Guest Comic! By Mike Bromage
on June 20, 2012
and modified on April 18, 2014.
Today’s comic comes courtesy of Mike Bromage, creator of the weird and wonderful comic Dust Piggies.
Thanks for the comic, Mike!
Today’s comic comes courtesy of Mike Bromage, creator of the weird and wonderful comic Dust Piggies.
Thanks for the comic, Mike!
After that last story arc, I gotta say I’m a little disappointed that Gyno-Star doesn’t shave her beaver.
This one was fun 🙂
I just finished a binge reading after being referred to this comic by Dave B over a Grrlpower.com and I must say I’m quite impressed. I will go on record as saying that I am very much a male chauvinist (I’m black, it goes with the territory) and feminism in its modern form does nothing but piss me off. I personally feel it has gone from the empowerment of women (which I’ve got no problem with) to the emasculation and feminization of men. Most “feminist” comics are little more than the haphazard misadventures of some one-dimensional Mary-Sue type character whose sole defining characteristic is her rage against the patriarchy. That kind of self-righteous preaching gets boring real fast and at first that felt very much like the direction Gyno-Star was initially headed. I’m glad I kept reading though because somewhere along the line you realized that Gyno-Star needed a personality if she was going to be viable character and you did that by making her a well-intentioned hypocrite. Something that every human-being can relate to.
I applaud you for ditching the angsty, teen-aged whinyness and beginning to dig into the heart of sexism, politics. Because that’s ultimately what it boils down to. Social control. Control the ones that carry the babies and you control the society. That’s why the Catholic is opposed to abortion, if you let women run around doing whatever they what with their bodies they don’t make more little Catholics who will eventually fill the Churches coffers.
Fine work all around, you earned yourself a regular reader.
Being black has nothing to do with being a chauvinist. It is being male and being taught that way. Ask any black woman or any woman at all. We males can be better than that. Much better.

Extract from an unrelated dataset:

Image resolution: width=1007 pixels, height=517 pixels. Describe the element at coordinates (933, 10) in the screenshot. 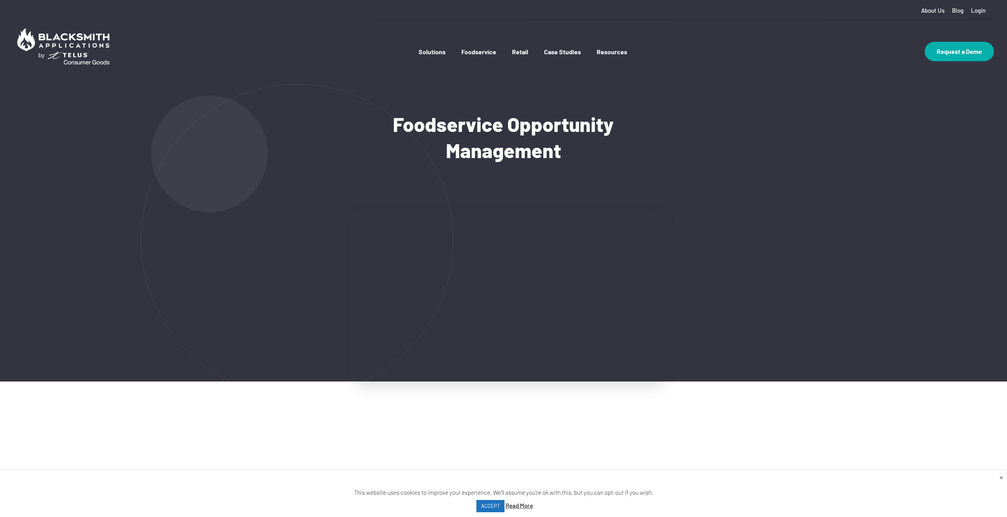

I see `a: About Us` at that location.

Since you’re replying to someone who said “male” chauvinist you’re not really wrong in what you say but just in case somebody else comes along and misreads the fact you did’t but male in front of chauvinist but, I assume unintentionally, simply implied all chauvinists were male I’ll just state that: Women can be chauvinists too. (equality means equally capacity for evil as well ya know)
There, all better now. 🙂
Always ironic when I typo the heck out of a corrective statement! Durrrrr!